“Yes, thank you.”
“Can I get you something?”
Mary took a nervous breath. “My—my gardener tells me he’s having trouble with insects in the garden. I wondered whether you might have something to help—like Antral?”
“Why, yes. As a matter of fact, we do have some Antral,” the nurse said. She reached toward a back shelf and picked up a can with a poison label on it. “An infestation of ants is very unusual for this time of year.” She put a form in front of Mary. “You’ll have to sign for it, if you don’t mind. It has arsenic in it.”
Mary was staring at the form placed in front of her. There was only one name on it.
Mike Slade.
26
When Mary tried to telephone Louis Desforges to tell him what she had learned, his line was busy. He was talking to Mike Slade. Dr. Desforges’s first instinct had been to report the murder attempt, except that he could not believe Slade was responsible. And so, Louis had decided to telephone Slade himself.
“I have just left your ambassador,” Louis Desforges said. “She is going to live.”
“Well, that’s good news, Doctor. Why shouldn’t she?”
Louis’s tone was cautious. “Someone has been poisoning her.”
“What are you talking about?” Mike demanded.
“I think perhaps you know what I’m talking about.”
“Hold it! Are you saying that you think I’m responsible? You’re wrong. You and I had better have a private talk someplace where we can’t be overheard. Can you meet me tonight?”
“At what time?”
“I’m tied up until nine o’clock. Why don’t you meet me a few minutes after, at Baneăsa Forest? I’ll meet you at the fountain and explain everything then.”
Louis Desforges hesitated. “Very well. I will see you there.” He hung up and thought: Mike Slade cannot possibly be behind this.
When Mary tried to telephone Louis again, he had left. No one knew where to reach him.
Mary and the children were having dinner at the residence.
“You really look a lot better, Mother,” Beth said. “We were worried.”
“I feel fine,” Mary assured her. And it was the truth. Thank God for Louis!
Mary was unable to get Mike Slade out of her mind. She could hear his voice saying: “Here’s your coffee. I brewed it myself.” Slowly killing her. She shuddered.
“Are you cold?” Tim asked.
“No, darling.”
She must not involve the children in her nightmares. Perhaps I should send them back home for a while? Mary thought. They could stay with Florence and Doug. And then she thought: I could go with them. But that would be cowardly, a victory for Mike Slade, and whomever he was working with. There was only one person she could think of who could help her. Stanton Rogers. Stanton would know what to do about Mike.
But I can’t accuse him without proof and what proof do I have? That he made coffee for me every morning?
Tim was talking to her. “…so we said we’d ask if we could go with them.”
“I’m sorry, darling. What did you say?”
“I said Nikolai asked us if we could go out camping with him and his family next weekend.”
“No!” It came out more harshly than she had intended. “I want you both to stay close to the residence.”
“What about school?” Beth asked.
Mary hesitated. She could not keep them prisoners here, and she did not want to alarm them.
“That’s fine. As long as Florian takes you there and brings you back. No one else.”
Beth was studying her. “Mother, is anything wrong?”
“Of course not,” Mary said quickly. “Why do you ask?”
“I don’t know. There’s something in the air.”
“Give her a break,” Tim said. “She had the Romanian flu.”
That’s an interesting phrase, Mary thought. Arsenic poisoning—the Romanian flu.
“Can we watch a movie tonight?” Tim asked.
“May we watch a movie tonight,” Mary corrected him.
“Does that mean yes?”
Mary had not planned on running a movie, but she had spent so little time with the children lately that she decided to give them a treat.
“It means yes.”
“Thank you, Madam Ambassador,” Tim shouted. “I get to pick the movie.”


◆ ASSIGNMENT ◆
Transcribe the lines below verbatim, skipping the images.

□ □ □ □ □

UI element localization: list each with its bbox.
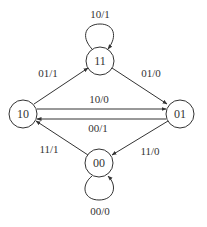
state-01: 01 (166, 100, 194, 128)
edge-01-to-00: 11/0 (112, 121, 168, 157)
edge-label-00-10: 11/1 (39, 143, 58, 155)
edge-11-to-01: 01/0 (112, 67, 167, 104)
edge-label-11-01: 01/0 (141, 67, 161, 79)
edge-10-to-01: 10/0 (37, 93, 166, 109)
edge-11-self-loop: 10/1 (86, 8, 114, 49)
edge-label-01-00: 11/0 (140, 145, 160, 157)
edge-label-01-10: 00/1 (88, 122, 108, 134)
edge-01-to-10: 00/1 (37, 119, 166, 134)
state-label-01: 01 (174, 107, 186, 121)
state-label-10: 10 (17, 107, 29, 121)
edge-label-11-self: 10/1 (90, 8, 110, 20)
state-00: 00 (85, 149, 113, 177)
edge-00-to-10: 11/1 (36, 121, 88, 155)
edge-label-00-self: 00/0 (90, 205, 110, 217)
state-11: 11 (86, 47, 114, 75)
state-label-11: 11 (94, 54, 106, 68)
edge-10-to-11: 01/1 (34, 67, 88, 104)
state-label-00: 00 (93, 156, 105, 170)
state-10: 10 (9, 100, 37, 128)
edge-label-10-01: 10/0 (89, 93, 109, 105)
edge-label-10-11: 01/1 (38, 67, 58, 79)
state-diagram: 10/1 01/1 01/0 10/0 00/1 11/1 11/0 (0, 0, 207, 227)
edge-00-self-loop: 00/0 (85, 176, 114, 217)
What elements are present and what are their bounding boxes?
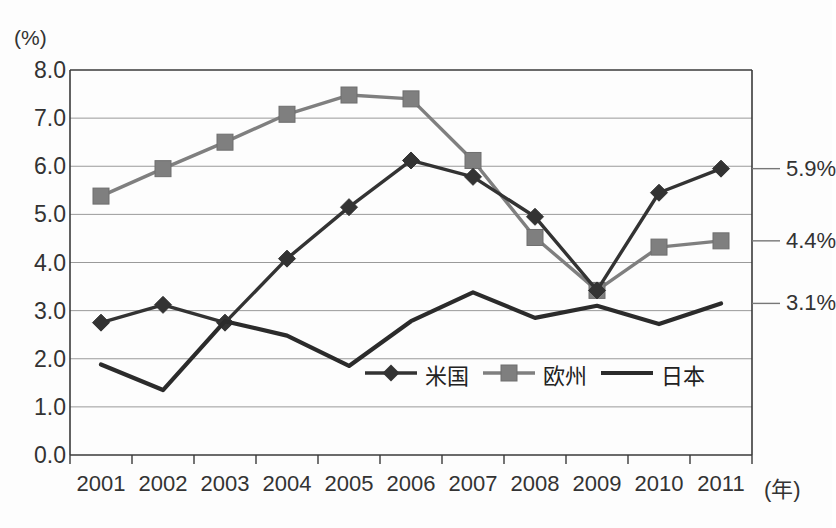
- data-point-marker-diamond: [651, 184, 668, 201]
- data-point-marker-square: [465, 152, 481, 168]
- data-point-marker-square: [527, 229, 543, 245]
- data-point-marker-square: [651, 239, 667, 255]
- legend-markers: [365, 356, 705, 390]
- legend-marker-diamond: [383, 365, 400, 382]
- data-point-marker-square: [341, 87, 357, 103]
- series-line-2: [101, 95, 721, 290]
- data-point-marker-square: [93, 188, 109, 204]
- data-point-marker-diamond: [713, 160, 730, 177]
- legend-marker-square: [501, 365, 517, 381]
- data-point-marker-square: [279, 106, 295, 122]
- data-point-marker-diamond: [465, 168, 482, 185]
- series-line-1: [101, 160, 721, 322]
- data-point-marker-square: [155, 161, 171, 177]
- data-point-marker-square: [403, 91, 419, 107]
- data-point-marker-diamond: [93, 314, 110, 331]
- data-point-marker-square: [713, 233, 729, 249]
- data-point-marker-square: [217, 134, 233, 150]
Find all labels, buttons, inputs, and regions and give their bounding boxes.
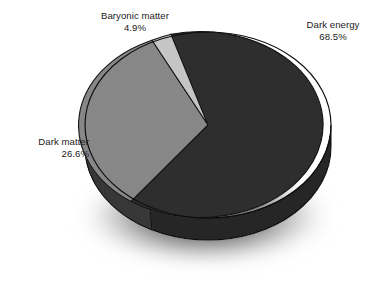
slice-label-dark-matter: Dark matter 26.6% <box>5 136 89 159</box>
slice-label-baryonic-matter: Baryonic matter 4.9% <box>76 10 194 33</box>
slice-label-dark-energy-name: Dark energy <box>292 19 374 31</box>
slice-label-dark-matter-percent: 26.6% <box>5 148 89 160</box>
slice-label-dark-energy-percent: 68.5% <box>292 31 374 43</box>
pie-chart-figure: Baryonic matter 4.9% Dark energy 68.5% D… <box>0 0 379 293</box>
slice-label-baryonic-matter-name: Baryonic matter <box>76 10 194 22</box>
slice-label-baryonic-matter-percent: 4.9% <box>76 22 194 34</box>
slice-label-dark-energy: Dark energy 68.5% <box>292 19 374 42</box>
slice-label-dark-matter-name: Dark matter <box>5 136 89 148</box>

□ □ □ □ □

◆ TASK RESPONSE ◆
UI element localization: list each with its bbox.
state-01: 01 (166, 100, 194, 128)
edge-01-to-00: 11/0 (112, 121, 168, 157)
edge-label-00-10: 11/1 (39, 143, 58, 155)
edge-11-to-01: 01/0 (112, 67, 167, 104)
edge-label-11-01: 01/0 (141, 67, 161, 79)
edge-10-to-01: 10/0 (37, 93, 166, 109)
edge-11-self-loop: 10/1 (86, 8, 114, 49)
edge-label-01-00: 11/0 (140, 145, 160, 157)
edge-label-01-10: 00/1 (88, 122, 108, 134)
edge-01-to-10: 00/1 (37, 119, 166, 134)
state-label-01: 01 (174, 107, 186, 121)
state-label-10: 10 (17, 107, 29, 121)
edge-label-11-self: 10/1 (90, 8, 110, 20)
state-00: 00 (85, 149, 113, 177)
edge-00-to-10: 11/1 (36, 121, 88, 155)
edge-label-00-self: 00/0 (90, 205, 110, 217)
state-11: 11 (86, 47, 114, 75)
state-label-11: 11 (94, 54, 106, 68)
edge-10-to-11: 01/1 (34, 67, 88, 104)
state-label-00: 00 (93, 156, 105, 170)
state-10: 10 (9, 100, 37, 128)
edge-label-10-01: 10/0 (89, 93, 109, 105)
edge-label-10-11: 01/1 (38, 67, 58, 79)
state-diagram: 10/1 01/1 01/0 10/0 00/1 11/1 11/0 (0, 0, 207, 227)
edge-00-self-loop: 00/0 (85, 176, 114, 217)
What elements are present and what are their bounding boxes?
- data-point-marker-diamond: [651, 184, 668, 201]
- data-point-marker-square: [465, 152, 481, 168]
- data-point-marker-square: [527, 229, 543, 245]
- data-point-marker-square: [651, 239, 667, 255]
- legend-markers: [365, 356, 705, 390]
- legend-marker-diamond: [383, 365, 400, 382]
- data-point-marker-square: [341, 87, 357, 103]
- series-line-2: [101, 95, 721, 290]
- data-point-marker-square: [93, 188, 109, 204]
- data-point-marker-diamond: [713, 160, 730, 177]
- legend-marker-square: [501, 365, 517, 381]
- data-point-marker-square: [279, 106, 295, 122]
- data-point-marker-diamond: [465, 168, 482, 185]
- series-line-1: [101, 160, 721, 322]
- data-point-marker-square: [155, 161, 171, 177]
- data-point-marker-square: [403, 91, 419, 107]
- data-point-marker-diamond: [93, 314, 110, 331]
- data-point-marker-square: [713, 233, 729, 249]
- data-point-marker-square: [217, 134, 233, 150]
Find all labels, buttons, inputs, and regions and give their bounding boxes.
slice-label-dark-matter: Dark matter 26.6% <box>5 136 89 159</box>
slice-label-baryonic-matter: Baryonic matter 4.9% <box>76 10 194 33</box>
slice-label-dark-energy-name: Dark energy <box>292 19 374 31</box>
slice-label-dark-matter-percent: 26.6% <box>5 148 89 160</box>
slice-label-dark-energy-percent: 68.5% <box>292 31 374 43</box>
pie-chart-figure: Baryonic matter 4.9% Dark energy 68.5% D… <box>0 0 379 293</box>
slice-label-baryonic-matter-name: Baryonic matter <box>76 10 194 22</box>
slice-label-baryonic-matter-percent: 4.9% <box>76 22 194 34</box>
slice-label-dark-energy: Dark energy 68.5% <box>292 19 374 42</box>
slice-label-dark-matter-name: Dark matter <box>5 136 89 148</box>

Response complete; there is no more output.